At the Charing Cross (CX) Symposium 2024 (23–25 April, London, UK), Andrew Bradbury (University of Birmingham, Birmingham, UK) and the BASIL-3 team of triallists will address the pressing question of which endovascular strategy wins in the disputed femoropopliteal segment. The investigators will be presenting—for the very first time—the results of this long-awaited, only completed, fully publicly funded randomised controlled trial (RCT) in the space.
The BASIL-3 team will reveal clinical and cost-effectiveness data comparing three alternative femoropopliteal endovascular revascularisation strategies—plain balloon angioplasty with or without bail-out bare metal stent, drug-coated balloon with or without bail-out bare metal stent, and drug-eluting stent— for the management of severe limb ischaemia (chronic limb-threatening ischaemia [CLTI]).
“They’re actually very different technologies,” Bradbury points out to Vascular News ahead of CX 2024. “So, when we set up BASIL-3, we thought it was very important to have a three-arm trial so that we could compare these three different endovascular strategies. And, we’ve been able to do that; we’ve recruited to target, observed more than the required number of primary endpoints and that gives us at least 90% power. We have very complete, virtually 100%, follow-up data on the primary outcome, which is amputation-free survival. So, we think they’re good-quality data.”
“It’s a very controversial area,” Bradbury opines, making the BASIL-3 first-time data presentations an apt centrepiece for this year’s controversies-focused meeting.
“Although these drug devices have been in practice for probably 15 years now and certainly the last 10 years, it’s been a rocky road for them,” Bradbury explains, citing the paclitaxel mortality debate sparked by the 2018 meta-analysis from Katsanos et al as some important context to the trial. The publication directly affected the progress of BASIL-3, halting proceedings for many months.
“There were concerns around what appeared to be excess mortality across a wide range of industry-funded trials at two and five years, and it’s taken a long-time to resolve that,” Bradbury remarks, providing a brief summary of the six-year saga that a separate session at CX 2024 will address in detail. He references recent reversals of paclitaxel safety warnings by both the US Food and Drug Administration (FDA) and subsequently the UK Medicines and Healthcare products Regulatory Agency (MHRA) that have, “to a great extent”, put any concerns “in the rearview mirror”.
Some of the data being presented at CX 2024 will illuminate the cost effectiveness of the three strategies being compared. Bradbury underlines the “very complicated” nature of health economics and details what the investigators have looked for in BASIL-3. “There’s a close relationship between number of days spent in hospital an overall cost,” he says. “So, if you have a procedure that’s more expensive but reduces the length of the index admission and also subsequent readmissions—because a lot of these patients come back into hospital—that saving, in days in hospital and further interventions, could easily wipe out even quite a large excess of increased cost from the procedure, which in this case being three endovascular strategies would be the device costs.”
Bradbury also considers the global landscape of endovascular care. He underlines variation and unpredictability in endovascular practice across the world, highlighting a need for concrete data in the field.
“Sometimes what you hear at meetings is not really what happens day to day in various vascular centres,” Bradbury points out. The BEST-CLI study, for example, published in the New England Journal of Medicine in 2022, showed a benefit of vein bypass over endovascular in cohort one. “But if you look at the data,” he says, “only half of the patients who were put into the endovascular group actually received a drug device.” This, Bradbury points out, is much lower than might be expected for USA-based practice.
In BASIL-2, on the other hand, which was presented at CX 2023 and simultaneously published in The Lancet, around a third of the patients in the endovascular group had a drug device. “That’s higher than I expected,” he comments.
“It’s really interesting to look at what is custom and practice at the moment in different countries and I think it’s quite difficult to know what that it,” Bradbury highlights.
New data set to aid endovascular decision making
“We think you’ll find the data that we present on clinical effectiveness and also cost-effectiveness very interesting, whatever your views at the moment on the role of these drug devices in the management of CLTI,” Bradbury remarks of the forthcoming presentations. “We very much hope that these new Level 1 data will be of great interest to the Charing Cross audience and help people make decisions in their everyday practice.”
The BASIL-3 podium first is set to take place at 16:10 on Tuesday 23 April as part of the peripheral arterial controversies programme’s inaugural Roger M Greenhalgh late-breaking trials session.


> **WORK TO BE COMPLETED**
For each line below that holds the word "curve", make a copy.

:: DATA TO PROCESS

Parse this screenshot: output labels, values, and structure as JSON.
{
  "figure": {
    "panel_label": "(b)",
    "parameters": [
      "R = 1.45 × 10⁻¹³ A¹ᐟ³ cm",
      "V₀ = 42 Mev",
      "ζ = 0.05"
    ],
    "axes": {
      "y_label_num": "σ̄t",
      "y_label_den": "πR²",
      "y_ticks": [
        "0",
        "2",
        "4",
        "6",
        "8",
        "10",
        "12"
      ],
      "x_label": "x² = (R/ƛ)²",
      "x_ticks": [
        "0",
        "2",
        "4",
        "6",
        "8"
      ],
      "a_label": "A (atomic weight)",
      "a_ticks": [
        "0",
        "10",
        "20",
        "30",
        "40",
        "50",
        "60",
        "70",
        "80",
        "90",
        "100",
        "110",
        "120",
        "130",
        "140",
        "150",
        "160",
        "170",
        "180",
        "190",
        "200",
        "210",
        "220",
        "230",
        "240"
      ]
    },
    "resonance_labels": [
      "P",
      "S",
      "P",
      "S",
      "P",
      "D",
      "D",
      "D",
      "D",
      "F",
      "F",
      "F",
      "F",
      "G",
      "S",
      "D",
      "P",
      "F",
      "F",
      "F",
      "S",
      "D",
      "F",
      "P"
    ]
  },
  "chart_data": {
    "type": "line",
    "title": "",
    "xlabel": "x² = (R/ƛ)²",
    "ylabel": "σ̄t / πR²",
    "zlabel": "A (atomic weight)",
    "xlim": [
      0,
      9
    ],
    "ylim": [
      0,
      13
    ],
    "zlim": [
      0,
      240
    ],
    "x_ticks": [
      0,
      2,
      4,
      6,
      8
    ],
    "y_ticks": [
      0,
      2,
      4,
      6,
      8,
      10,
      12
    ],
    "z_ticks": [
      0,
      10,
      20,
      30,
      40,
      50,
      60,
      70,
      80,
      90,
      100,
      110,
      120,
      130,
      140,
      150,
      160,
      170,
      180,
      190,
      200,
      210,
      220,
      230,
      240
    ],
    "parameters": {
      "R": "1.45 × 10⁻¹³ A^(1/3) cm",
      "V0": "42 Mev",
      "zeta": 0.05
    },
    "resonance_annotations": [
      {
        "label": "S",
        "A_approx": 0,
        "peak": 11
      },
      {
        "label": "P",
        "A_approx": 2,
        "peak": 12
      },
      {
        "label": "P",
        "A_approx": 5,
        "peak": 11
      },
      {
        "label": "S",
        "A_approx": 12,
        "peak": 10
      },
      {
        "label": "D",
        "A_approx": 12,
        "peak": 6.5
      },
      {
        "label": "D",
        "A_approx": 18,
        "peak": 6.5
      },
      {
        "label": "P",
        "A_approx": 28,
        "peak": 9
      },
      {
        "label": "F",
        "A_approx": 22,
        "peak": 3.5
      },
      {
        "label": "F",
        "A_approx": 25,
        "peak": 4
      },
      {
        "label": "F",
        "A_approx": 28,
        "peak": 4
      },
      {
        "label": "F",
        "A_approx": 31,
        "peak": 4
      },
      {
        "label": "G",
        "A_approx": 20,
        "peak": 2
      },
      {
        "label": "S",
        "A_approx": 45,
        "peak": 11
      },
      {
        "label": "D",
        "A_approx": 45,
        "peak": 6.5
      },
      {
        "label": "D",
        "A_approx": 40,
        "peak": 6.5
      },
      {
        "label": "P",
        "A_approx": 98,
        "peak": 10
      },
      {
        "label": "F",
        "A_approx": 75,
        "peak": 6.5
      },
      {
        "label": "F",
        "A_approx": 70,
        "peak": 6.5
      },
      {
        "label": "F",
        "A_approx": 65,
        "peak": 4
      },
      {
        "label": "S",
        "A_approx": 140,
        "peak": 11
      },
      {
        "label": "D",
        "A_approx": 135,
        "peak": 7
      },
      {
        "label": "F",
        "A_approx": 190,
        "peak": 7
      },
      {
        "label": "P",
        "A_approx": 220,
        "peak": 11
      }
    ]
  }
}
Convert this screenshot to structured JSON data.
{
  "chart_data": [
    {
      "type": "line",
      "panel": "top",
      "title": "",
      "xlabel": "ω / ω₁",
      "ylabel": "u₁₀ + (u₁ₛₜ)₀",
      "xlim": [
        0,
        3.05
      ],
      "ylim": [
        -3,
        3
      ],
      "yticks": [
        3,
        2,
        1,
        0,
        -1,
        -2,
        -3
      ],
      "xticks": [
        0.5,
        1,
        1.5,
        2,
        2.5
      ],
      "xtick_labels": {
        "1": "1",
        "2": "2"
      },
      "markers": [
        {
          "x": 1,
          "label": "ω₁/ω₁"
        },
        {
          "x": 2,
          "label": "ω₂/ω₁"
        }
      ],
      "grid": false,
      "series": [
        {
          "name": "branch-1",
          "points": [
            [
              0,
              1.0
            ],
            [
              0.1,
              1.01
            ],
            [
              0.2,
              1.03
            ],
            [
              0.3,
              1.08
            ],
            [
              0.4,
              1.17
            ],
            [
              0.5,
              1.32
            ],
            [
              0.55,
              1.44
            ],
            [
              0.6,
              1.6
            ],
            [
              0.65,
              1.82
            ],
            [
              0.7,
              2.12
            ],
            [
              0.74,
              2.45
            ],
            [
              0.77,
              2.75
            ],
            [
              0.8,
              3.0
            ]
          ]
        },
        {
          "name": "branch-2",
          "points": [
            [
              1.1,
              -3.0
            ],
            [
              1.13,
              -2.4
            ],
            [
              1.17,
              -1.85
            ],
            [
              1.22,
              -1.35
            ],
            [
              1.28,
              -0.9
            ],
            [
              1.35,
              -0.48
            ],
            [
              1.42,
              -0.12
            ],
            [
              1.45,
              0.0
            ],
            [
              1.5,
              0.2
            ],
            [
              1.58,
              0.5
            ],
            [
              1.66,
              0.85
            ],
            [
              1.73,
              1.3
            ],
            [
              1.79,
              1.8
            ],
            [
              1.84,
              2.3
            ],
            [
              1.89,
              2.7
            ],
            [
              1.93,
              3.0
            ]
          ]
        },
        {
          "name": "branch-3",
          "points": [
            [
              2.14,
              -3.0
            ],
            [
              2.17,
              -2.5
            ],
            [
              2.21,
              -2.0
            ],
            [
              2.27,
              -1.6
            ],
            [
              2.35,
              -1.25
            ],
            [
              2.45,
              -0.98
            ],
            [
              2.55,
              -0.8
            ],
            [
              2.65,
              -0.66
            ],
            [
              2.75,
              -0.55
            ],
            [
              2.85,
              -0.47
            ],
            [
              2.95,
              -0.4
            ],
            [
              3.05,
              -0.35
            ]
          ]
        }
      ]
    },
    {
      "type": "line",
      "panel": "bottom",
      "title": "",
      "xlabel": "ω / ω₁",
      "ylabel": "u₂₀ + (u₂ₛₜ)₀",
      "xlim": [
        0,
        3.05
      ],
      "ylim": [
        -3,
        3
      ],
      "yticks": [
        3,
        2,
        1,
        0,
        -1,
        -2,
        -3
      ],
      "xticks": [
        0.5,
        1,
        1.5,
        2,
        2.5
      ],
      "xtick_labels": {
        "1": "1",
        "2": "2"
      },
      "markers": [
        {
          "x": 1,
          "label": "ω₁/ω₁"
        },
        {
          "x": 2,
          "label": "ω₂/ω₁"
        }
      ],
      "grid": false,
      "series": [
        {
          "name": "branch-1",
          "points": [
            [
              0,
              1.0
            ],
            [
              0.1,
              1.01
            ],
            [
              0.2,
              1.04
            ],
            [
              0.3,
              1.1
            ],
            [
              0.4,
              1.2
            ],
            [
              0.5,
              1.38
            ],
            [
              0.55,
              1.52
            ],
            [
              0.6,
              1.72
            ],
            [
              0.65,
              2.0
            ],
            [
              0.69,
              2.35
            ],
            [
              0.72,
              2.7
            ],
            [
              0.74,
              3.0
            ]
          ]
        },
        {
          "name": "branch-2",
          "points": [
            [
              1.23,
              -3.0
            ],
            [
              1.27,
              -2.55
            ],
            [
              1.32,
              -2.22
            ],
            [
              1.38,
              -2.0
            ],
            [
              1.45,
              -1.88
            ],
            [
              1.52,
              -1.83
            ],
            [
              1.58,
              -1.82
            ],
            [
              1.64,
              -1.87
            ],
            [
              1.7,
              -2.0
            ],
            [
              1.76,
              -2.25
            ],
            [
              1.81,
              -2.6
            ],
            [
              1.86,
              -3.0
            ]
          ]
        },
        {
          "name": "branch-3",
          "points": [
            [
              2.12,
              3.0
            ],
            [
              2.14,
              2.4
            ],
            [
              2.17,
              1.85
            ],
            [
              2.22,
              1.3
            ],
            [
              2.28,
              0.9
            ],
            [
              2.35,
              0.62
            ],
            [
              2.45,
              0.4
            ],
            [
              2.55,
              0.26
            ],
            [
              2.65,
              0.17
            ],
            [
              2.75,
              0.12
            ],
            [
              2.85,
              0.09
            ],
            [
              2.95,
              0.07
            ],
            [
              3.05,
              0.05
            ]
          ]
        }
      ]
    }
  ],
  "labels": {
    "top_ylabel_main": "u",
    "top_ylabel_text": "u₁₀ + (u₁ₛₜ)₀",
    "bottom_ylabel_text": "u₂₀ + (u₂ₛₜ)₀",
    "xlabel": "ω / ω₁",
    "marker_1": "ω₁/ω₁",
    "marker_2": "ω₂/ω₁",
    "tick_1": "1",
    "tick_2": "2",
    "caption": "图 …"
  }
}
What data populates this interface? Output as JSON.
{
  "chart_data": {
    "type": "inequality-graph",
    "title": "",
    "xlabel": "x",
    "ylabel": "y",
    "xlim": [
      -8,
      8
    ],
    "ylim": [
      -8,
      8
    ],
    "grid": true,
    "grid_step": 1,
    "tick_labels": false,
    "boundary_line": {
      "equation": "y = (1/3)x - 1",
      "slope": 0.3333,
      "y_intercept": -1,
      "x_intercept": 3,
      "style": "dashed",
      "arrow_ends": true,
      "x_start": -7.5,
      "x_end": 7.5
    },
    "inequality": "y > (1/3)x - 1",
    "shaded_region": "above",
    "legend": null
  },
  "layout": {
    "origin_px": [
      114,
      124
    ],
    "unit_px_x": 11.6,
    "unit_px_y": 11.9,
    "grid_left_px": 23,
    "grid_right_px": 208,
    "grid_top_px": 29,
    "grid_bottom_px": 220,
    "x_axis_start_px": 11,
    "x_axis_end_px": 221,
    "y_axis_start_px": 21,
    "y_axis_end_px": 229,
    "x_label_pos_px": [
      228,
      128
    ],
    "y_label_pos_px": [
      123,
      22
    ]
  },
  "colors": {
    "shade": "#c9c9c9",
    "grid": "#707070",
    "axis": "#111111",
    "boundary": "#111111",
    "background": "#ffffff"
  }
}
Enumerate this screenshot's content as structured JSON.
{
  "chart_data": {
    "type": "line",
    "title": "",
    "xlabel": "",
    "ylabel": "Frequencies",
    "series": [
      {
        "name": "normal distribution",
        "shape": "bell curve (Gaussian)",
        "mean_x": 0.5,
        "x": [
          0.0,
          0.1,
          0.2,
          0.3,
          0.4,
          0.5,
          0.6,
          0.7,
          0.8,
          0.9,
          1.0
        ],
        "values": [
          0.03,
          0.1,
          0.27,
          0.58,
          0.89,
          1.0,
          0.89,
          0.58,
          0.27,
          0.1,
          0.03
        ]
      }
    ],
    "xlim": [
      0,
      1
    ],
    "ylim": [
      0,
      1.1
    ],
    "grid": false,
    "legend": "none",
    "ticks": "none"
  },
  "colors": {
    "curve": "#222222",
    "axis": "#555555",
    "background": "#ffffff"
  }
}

::::

> **EXPECTED ANSWER**
        "shape": "bell curve (Gaussian)",
    "curve": "#222222",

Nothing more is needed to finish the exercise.